Did IT deploy a new web filter at work? Is it preventing you from streaming music to drown out the droning of your co-workers taking meetings in your open plan office? Have you got a case of the Mondays?
That was the situation I found myself in recently. By default, Plex listens on port 32400, though it’ll happily use any port and it plays nice with gateways that support UPNP/NAT-PMP and pick a random public port to forward. That random port was the source of my problem. The new webfilter doesn’t mind the Plex domain, but it doesn’t like connections that aren’t on ports 80 or 443 – not even 22, and certainly not 32400.
Time for a reverse proxy. There’s lots of documentation about putting Plex behind a reverse proxy out there, but as is often the case with me, I had some additional requirements that complicated things a bit.
I already run a reverse proxy on my public IP that terminates TLS for a few services I host internally on my LAN behind an OAuth proxy. And by default, the connections from Plex clients want to connect directly to the media server via the plex.direct domain, which I don’t control and for which I can’t easily create TLS certificates (in truth, I probably could using Lets Encrypt and either the HTTP or ALPN challenge, but where’s the fun in that?).
Here’s the behaviour I need:
1. Stream connections for *.plex.direct to the Plex media server
2. Terminate TLS for primary domain name and proxy those connections internally
3. (Optional) Accept SSH connections on 443 and stream those to OpenSSH
First, create a new HTTPS proxy entry for plex, and update all of your proxies to use an alternate port. For fun, create a server entry that returns HTTP status code 418 – we’ll use that as a default fallthrough for connections we aren’t expecting.
http {
server {
listen 127.0.0.1:8443 ssl http2;
server_name wan.example.com;
location / {
proxy_pass https://home.lan.example.com;
}
}
server {
listen 127.0.0.1:8443 ssl http2;
server_name plex.example.com;
location / {
proxy_pass https://plex.lan.example.com:32400;
}
}
server {
listen 127.0.0.1:8080 default_server;
return 418;
}
}
Combine that with the Custom server access URLs setting and you’re probably good. But where’s the fun in that? We want maximum flexibility and connectivity from clients, so let’s mix it up with the stream module.
stream {
log_format stream '$remote_addr - - [$time_local] $protocol '
'$status $bytes_sent $bytes_received '
'$upstream_addr "$ssl_preread_server_name" '
'"$ssl_preread_protocol" "$ssl_preread_alpn_protocols"';
access_log /var/log/nginx/stream.log stream;
upstream proxy {
server 127.0.0.1:8443;
}
upstream teapot {
server 127.0.0.1:8080;
}
upstream plex {
server 172.16.10.10:32400;
}
upstream ssh {
server 127.0.0.1:22;
}
map $ssl_preread_protocol $upstream {
"" ssh;
"TLSv1.3" $name;
"TLSv1.2" $name;
"TLSv1.1" $name;
"TLSv1" $name;
default $name;
}
map $ssl_preread_server_name $name {
hostnames;
*.plex.direct plex;
plex.example.com proxy;
wan.example.com proxy;
default teapot;
}
server {
listen 443;
listen [::]:443;
proxy_pass $upstream;
ssl_preread on;
}
}
Reading from the bottom we see that we’re listening on port 443, but not terminating TLS. We enable ssl_preread, and proxy_pass via $upstream. That uses the $ssl_preread_protocol map block to identify SSH traffic and send that to the local SSH server, otherwise traffic goes to $name.
$name uses the $ssl_preread_server_name map block, which uses the SNI name to determine which proxy to send the traffic to. Because we specify the hostnames variable, we can use wildcards in our domain matches. Connections for *.plex.direct stream directly to the Plex media server, while those for my domain name are streamed to the HTTPS reverse proxy I defined previously, which handles the TLS termination. Finally, any connection for a domain I don’t recognize gets a lovely 418 I’m a Teapot response code.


Exercise aim -> Nothing but a number is wanted here: the tally of lines in the material below that include "origin".

Available records ->

******************************

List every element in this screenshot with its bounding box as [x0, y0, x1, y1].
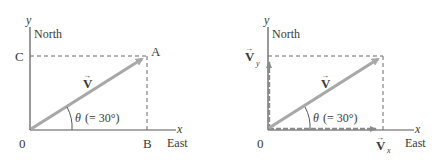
- point-a-label: A: [151, 44, 161, 59]
- origin-label: 0: [19, 136, 26, 151]
- north-label: North: [272, 27, 300, 41]
- angle-value: (= 30°): [323, 111, 358, 125]
- point-b-label: B: [143, 136, 152, 151]
- vx-subscript: x: [386, 146, 391, 155]
- angle-symbol: θ: [313, 111, 319, 125]
- vector-arrow-glyph: →: [83, 71, 91, 80]
- x-axis-label: x: [414, 122, 421, 136]
- angle-arc: [305, 107, 310, 130]
- vy-arrow-glyph: →: [245, 44, 253, 53]
- left-panel: y North C A V → θ (= 30°) x 0 B East: [15, 13, 188, 151]
- north-label: North: [34, 27, 62, 41]
- vy-subscript: y: [255, 59, 260, 68]
- east-label: East: [405, 136, 426, 150]
- vector-components-diagram: y North C A V → θ (= 30°) x 0 B East y N…: [0, 0, 441, 160]
- angle-value: (= 30°): [85, 111, 120, 125]
- angle-arc: [67, 107, 72, 130]
- east-label: East: [167, 136, 188, 150]
- point-c-label: C: [15, 49, 24, 64]
- right-panel: y North V → y V → θ (= 30°) x 0 V → x Ea…: [245, 13, 426, 155]
- y-axis-label: y: [25, 13, 32, 27]
- x-axis-label: x: [176, 122, 183, 136]
- vx-arrow-glyph: →: [376, 133, 384, 142]
- vector-arrow-glyph: →: [321, 71, 329, 80]
- angle-symbol: θ: [75, 111, 81, 125]
- origin-label: 0: [257, 136, 264, 151]
- y-axis-label: y: [263, 13, 270, 27]
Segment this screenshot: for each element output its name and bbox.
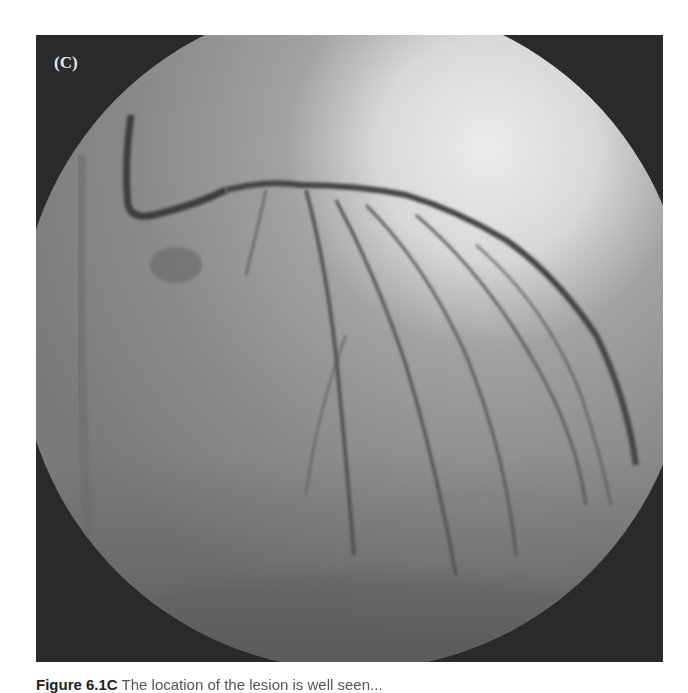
angiogram-image [36, 35, 663, 662]
caption-text: The location of the lesion is well seen.… [118, 676, 383, 693]
panel-label: (C) [54, 53, 78, 73]
figure-panel: (C) [36, 35, 663, 662]
caption-figure-number: Figure 6.1C [36, 676, 118, 693]
figure-caption: Figure 6.1C The location of the lesion i… [36, 676, 383, 693]
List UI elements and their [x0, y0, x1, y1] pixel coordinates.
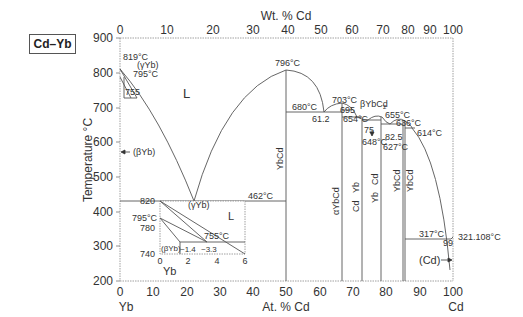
svg-text:20: 20: [206, 23, 220, 37]
svg-text:82.5: 82.5: [385, 132, 403, 142]
svg-text:300: 300: [93, 239, 113, 253]
svg-text:636°C: 636°C: [396, 118, 422, 128]
svg-text:(Cd): (Cd): [419, 254, 440, 266]
svg-text:6: 6: [242, 256, 247, 266]
svg-text:0: 0: [157, 256, 162, 266]
svg-text:YbCd: YbCd: [275, 147, 285, 170]
svg-text:462°C: 462°C: [248, 191, 274, 201]
svg-text:795°C: 795°C: [132, 213, 158, 223]
svg-text:780: 780: [140, 223, 155, 233]
svg-text:10: 10: [160, 23, 174, 37]
svg-text:(γYb): (γYb): [188, 200, 210, 210]
svg-text:~1.4: ~1.4: [180, 245, 196, 254]
svg-text:100: 100: [443, 23, 463, 37]
svg-text:200: 200: [93, 274, 113, 288]
svg-text:60: 60: [313, 285, 327, 299]
svg-text:680°C: 680°C: [292, 102, 318, 112]
svg-text:YbCd: YbCd: [405, 169, 415, 192]
svg-text:755: 755: [125, 87, 140, 97]
svg-text:900: 900: [93, 31, 113, 45]
top-axis-label: Wt. % Cd: [261, 9, 312, 23]
phase-diagram: 900 800 700 600 500 400 300 200 Temperat…: [0, 0, 523, 317]
svg-text:99: 99: [443, 238, 453, 248]
svg-text:10: 10: [146, 285, 160, 299]
svg-text:L: L: [228, 210, 234, 222]
svg-text:740: 740: [140, 249, 155, 259]
svg-text:50: 50: [314, 23, 328, 37]
svg-text:Cd: Cd: [351, 200, 361, 212]
svg-text:500: 500: [93, 170, 113, 184]
svg-text:αYbCd: αYbCd: [331, 187, 341, 215]
svg-text:30: 30: [246, 23, 260, 37]
y-axis: [116, 38, 120, 281]
svg-text:90: 90: [413, 285, 427, 299]
svg-text:75: 75: [364, 125, 374, 135]
svg-text:Cd: Cd: [370, 173, 380, 185]
svg-text:80: 80: [401, 23, 415, 37]
svg-text:796°C: 796°C: [275, 58, 301, 68]
svg-text:90: 90: [423, 23, 437, 37]
svg-text:60: 60: [345, 23, 359, 37]
right-element-label: Cd: [448, 300, 463, 314]
svg-text:Yb: Yb: [370, 192, 380, 203]
svg-text:627°C: 627°C: [383, 142, 409, 152]
svg-text:70: 70: [376, 23, 390, 37]
svg-text:40: 40: [246, 285, 260, 299]
svg-text:800: 800: [93, 66, 113, 80]
bottom-tick-labels: 0 10 20 30 40 50 60 70 80 90 100: [117, 285, 464, 299]
svg-text:700: 700: [93, 101, 113, 115]
svg-text:703°C: 703°C: [332, 95, 358, 105]
svg-text:20: 20: [180, 285, 194, 299]
svg-text:755°C: 755°C: [204, 231, 230, 241]
svg-text:61.2: 61.2: [312, 114, 330, 124]
y-axis-label: Temperature °C: [81, 118, 95, 202]
svg-text:Yb: Yb: [351, 182, 361, 193]
svg-text:400: 400: [93, 205, 113, 219]
svg-text:YbCd: YbCd: [392, 169, 402, 192]
svg-text:50: 50: [279, 285, 293, 299]
svg-text:80: 80: [379, 285, 393, 299]
svg-text:70: 70: [346, 285, 360, 299]
svg-text:~3.3: ~3.3: [201, 245, 217, 254]
svg-text:4: 4: [214, 256, 219, 266]
svg-text:0: 0: [117, 23, 124, 37]
inset: 820 795°C 780 740 0 2 4 6 Yb (γYb) L 755…: [132, 196, 248, 277]
svg-text:(βYb): (βYb): [133, 147, 155, 157]
x-axis-label: At. % Cd: [262, 300, 309, 314]
svg-text:321.108°C: 321.108°C: [458, 232, 501, 242]
svg-text:(βYb): (βYb): [161, 244, 181, 253]
compound-labels: YbCd αYbCd Yb Cd Yb Cd YbCd YbCd: [275, 147, 415, 215]
svg-text:820: 820: [140, 196, 155, 206]
svg-text:654°C: 654°C: [343, 114, 369, 124]
svg-text:30: 30: [213, 285, 227, 299]
left-element-label: Yb: [119, 300, 134, 314]
y-tick-labels: 900 800 700 600 500 400 300 200: [93, 31, 113, 288]
svg-text:100: 100: [443, 285, 463, 299]
svg-text:795°C: 795°C: [133, 69, 159, 79]
top-tick-labels: 0 10 20 30 40 50 60 70 80 90 100: [117, 23, 464, 37]
svg-text:317°C: 317°C: [419, 229, 445, 239]
svg-text:600: 600: [93, 135, 113, 149]
svg-text:40: 40: [281, 23, 295, 37]
svg-text:0: 0: [117, 285, 124, 299]
svg-text:614°C: 614°C: [417, 128, 443, 138]
svg-text:2: 2: [185, 256, 190, 266]
svg-text:Yb: Yb: [163, 265, 176, 277]
svg-text:L: L: [183, 86, 190, 101]
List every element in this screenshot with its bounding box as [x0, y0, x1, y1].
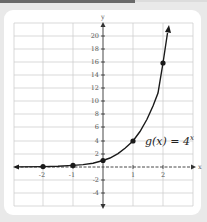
svg-text:-4: -4	[93, 189, 99, 197]
svg-text:4: 4	[95, 137, 99, 145]
svg-text:-1: -1	[69, 171, 75, 179]
svg-text:2: 2	[161, 171, 165, 179]
svg-text:-2: -2	[93, 176, 99, 184]
svg-text:2: 2	[95, 150, 99, 158]
x-tick-labels: -2 -1 1 2	[39, 171, 165, 179]
function-graph: y x 20 18 16 14 12 10 8 6 4 2 -2 -4 -2 -…	[0, 0, 207, 222]
svg-text:10: 10	[91, 97, 99, 105]
y-axis-arrow-down-icon	[101, 204, 106, 209]
point-2	[160, 60, 165, 65]
svg-text:-2: -2	[39, 171, 45, 179]
svg-text:6: 6	[95, 123, 99, 131]
point-neg1	[70, 163, 75, 168]
svg-text:8: 8	[95, 110, 99, 118]
svg-text:18: 18	[91, 45, 99, 53]
svg-text:12: 12	[91, 84, 99, 92]
curve-arrow-icon	[165, 25, 171, 33]
y-axis-label: y	[100, 13, 105, 21]
svg-text:16: 16	[91, 58, 99, 66]
point-1	[130, 138, 135, 143]
svg-text:20: 20	[91, 32, 99, 40]
y-axis	[101, 22, 106, 209]
x-axis-arrow-right-icon	[191, 165, 196, 170]
y-tick-labels: 20 18 16 14 12 10 8 6 4 2 -2 -4	[91, 32, 99, 197]
point-neg2	[40, 164, 45, 169]
x-axis-label: x	[198, 163, 202, 171]
point-0	[100, 158, 105, 163]
svg-text:1: 1	[131, 171, 135, 179]
svg-text:14: 14	[91, 71, 99, 79]
function-label: g(x) = 4x	[145, 134, 194, 148]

******************************

Exercise answer -> 2